Taking into account the above mentioned, the ionic liquid 1-ethyl-3-methyl imidazolium ethylsulfate (C2C1imC2SO4) was selected for the first time to investigate the diffusivity of a model electrolyte (NaCl) in a ZRP, due to different advantages. For instance, it displays a relatively low viscosity and melting point, a high thermal and chemical stability, and it is considered one of the cheapest molten salts, since it is already synthesized in a halide-free way at an industrial scale.17 The protective effects on a steel substrate, due to the addition of this imidazolium-based ionic liquid, were evaluated by means of EIS measurements for both constant immersion and cyclic tests. Nyquist and Bode diagrams were used to analyse the deterioration process of the epoxy layer. The aforementioned was also supported by potentiodynamic measurements performed on coated samples immersed in a 0.05 M NaCl solution and in pure ionic liquid. Furthermore, several surface characterisation assays were employed to check the presence of the ionic liquid in the coated samples.

Materials and methods

Chemicals

The ionic liquid C2C1imC2SO4 was purchased from IoLiTec (purity higher than 99%), and its structure is shown in Fig. 1. Initially, it was subjected to vacuum drying (P = 2 × 10−1 Pa, T = 313 K) for several days in order to reduce moisture and possible solvents impurities. Besides, the ionic liquid was dried again after three cycles, in order to reduce the water content to a mass fraction lower than 2 × 10−4, ascertained by means of a 756 Karl Fisher coulometer.
image file: c4ra11239c-f1.tif
Fig. 1 Structure of 1-ethyl-3-methyl imidazolium ethylsulfate ionic liquid.

Colled rolled low carbon steel panels,18 with dimensions 150 mm × 100 mm × 1 mm and composed of Mn (0.05%), S (0.04%), C (0.12%) and P (0.04%) were the substrate for the ZRP. Possible organic compounds, salts, dust, etc. adhered to the steel samples were removed by the addition of detergent and high pressure fresh water. A surface profile corresponding to Rugotest no. 3 was carried out up to a Sa 2.5.19 The corrosive process was stopped by placing the samples in an oven at 40 °C, until the painting was carried out. A two-component, zinc rich epoxy primer cured with polyamide was applied by the air-less method, and was kindly donated by HEMPEL laboratories (Barcelona, Spain). After drying, they were kept in a desiccator until the beginning of the experiment. Thickness was determined by means of a digital coating thickness gauge (POSITECTOR®. Model 6000-1) where standards of 25, 250 and 1000 μm were used for calibration. The average thickness of the coated samples was 55 ± 5 μm.

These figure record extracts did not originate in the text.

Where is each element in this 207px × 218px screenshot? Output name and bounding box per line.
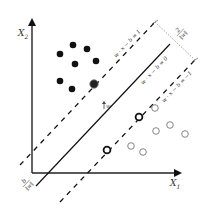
data-point-open [153,128,160,135]
data-point-filled [69,86,76,93]
x-axis-label: X1 [169,178,180,190]
data-point-open [128,143,135,150]
data-point-filled [57,78,64,85]
data-point-open [167,122,174,129]
data-point-filled [57,51,64,58]
lower-margin-label: w · x − b = −1 [160,70,192,104]
upper-margin-line [20,22,155,165]
separating-hyperplane [36,44,170,186]
data-point-filled [70,42,77,49]
svm-diagram: X2 X1 w · x − b = 0 w · x − b = 1 w · x … [0,0,207,218]
offset-annotation: b ‖w‖ [17,175,35,193]
data-point-filled [84,46,91,53]
normal-vector-label: w [106,103,111,109]
filled-class-points [57,42,100,93]
support-vector-open [136,114,143,121]
hyperplane-label: w · x − b = 0 [139,55,169,86]
support-vector-filled [90,80,98,88]
data-point-filled [72,61,79,68]
y-axis-label: X2 [17,28,28,40]
data-point-open [140,149,147,156]
normal-vector-annotation: w [102,101,111,109]
data-point-open [152,105,159,112]
support-vector-open [104,147,111,154]
data-point-filled [93,58,100,65]
data-point-open [182,131,189,138]
upper-margin-label: w · x − b = 1 [112,28,141,59]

Electrochemical impedance spectroscopy measurements

The experimental setup, shown in Fig. 2, consists of a glass circular tube, with an internal exposing area of 9.61 cm2, fixed between two bakelite sheets joined by screws and isolated by a rubber seal (between glass/bakelite). The electrochemical cell includes the reference electrode (a platinum wire), the counter electrode (a platinum mesh), and the working electrode (the substrate). EIS measurements (by duplicate) were carried out by using a potentiostat Autolab® PGSTAT 30 (Eco Chemie) equipped with a frequency response analyser FRA module. Air humidity was avoided by performing the experimental measurements in a desiccator.
image file: c4ra11239c-f2.tif
Fig. 2 Setup of the electrochemical cell used for EIS measurements.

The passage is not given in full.